The study was funded by the National Cancer Institute and conducted by the University of California San Francisco's Center for Tobacco Control Research and Education.

It comes as the U.S. Food and Drug Administration prepares to gain regulatory control over e-cigarettes, which generated sales of nearly $2 billion last year, and which some analysts believe could eventually exceed the $80-billion tobacco market.

The aim of the study was to further understand the relationship between e-cigarette use, conventional cigarette use and quitting among U.S. adolescents.

It relied on data from some 40,000 adolescents who completed the 2011 and 2012 National Youth Tobacco Surveys carried out by the Centers for Disease Control and Prevention.

The authors said that since the study did not follow its subjects over time, they couldn't determine whether most youths began smoking conventional cigarettes before moving to e-cigarettes, or vice versa.

Adult smoking rates have fallen to 18 percent from 43 percent in 1965. Even so, more than 3,200 young people a day under the age of 18 try their first cigarette, a recent government report found, and the use of e-cigarettes by young people doubled between 2011 and 2012.

E-cigarettes are battery-powered cartridges that look like cigarettes and contain a nicotine liquid that, when heated, creates an inhalable vapor.

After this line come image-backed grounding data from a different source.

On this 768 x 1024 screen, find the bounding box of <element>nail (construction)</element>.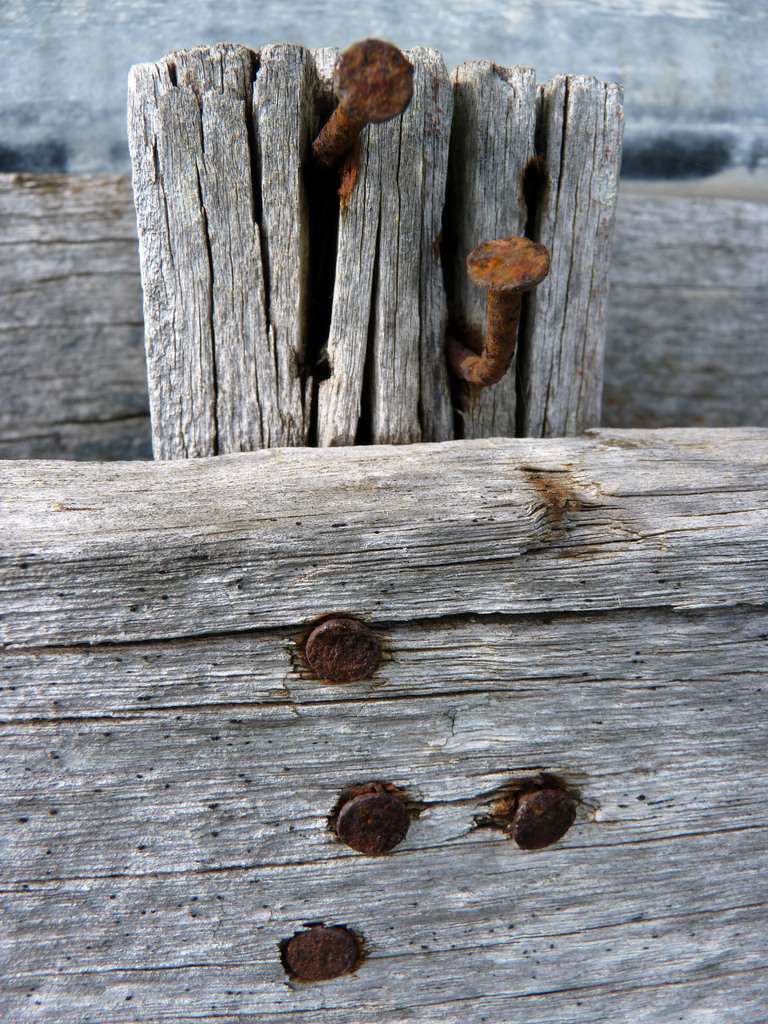
Bounding box: detection(513, 785, 570, 853).
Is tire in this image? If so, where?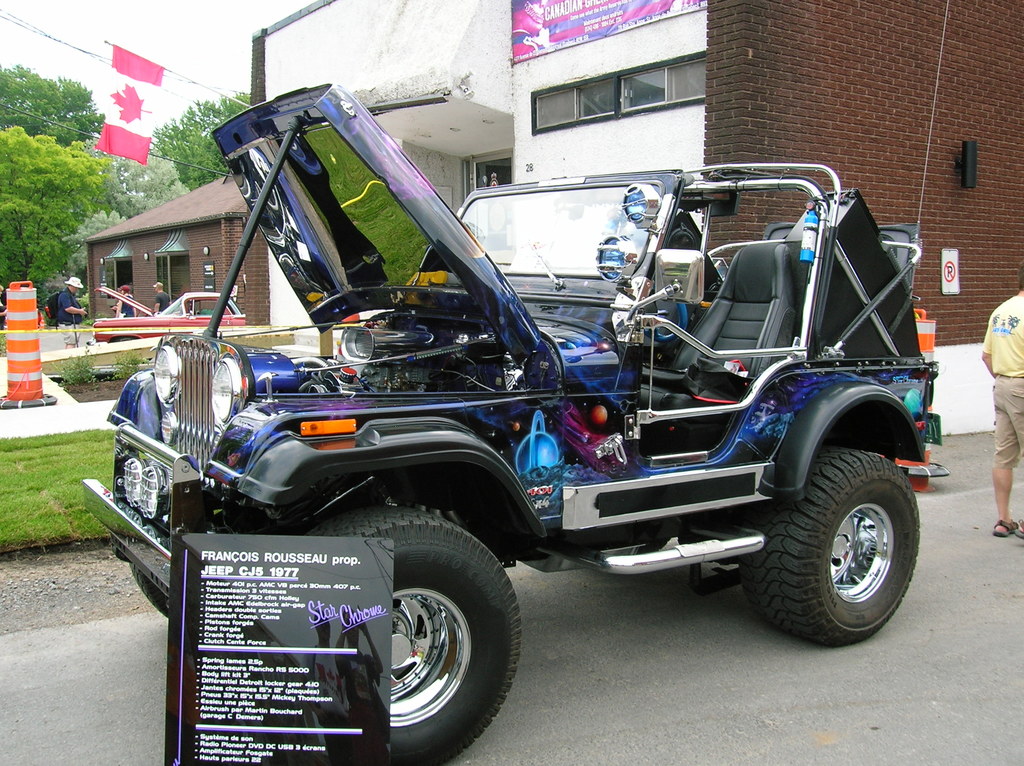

This vapor, advocates say, is less dangerous than traditional cigarette smoke since it does not contain lung-damaging tar.

Nicotine itself is considered relatively benign compared with cigarettes, but data on the long-term safety of e-cigarettes, which contain a variety of chemicals, is limited.

That uncertainty has led a number of cities, including New York, Chicago, Boston and, most recently, Los Angeles, to restrict the use of e-cigarettes in restaurants, bars, nightclubs and other public spaces.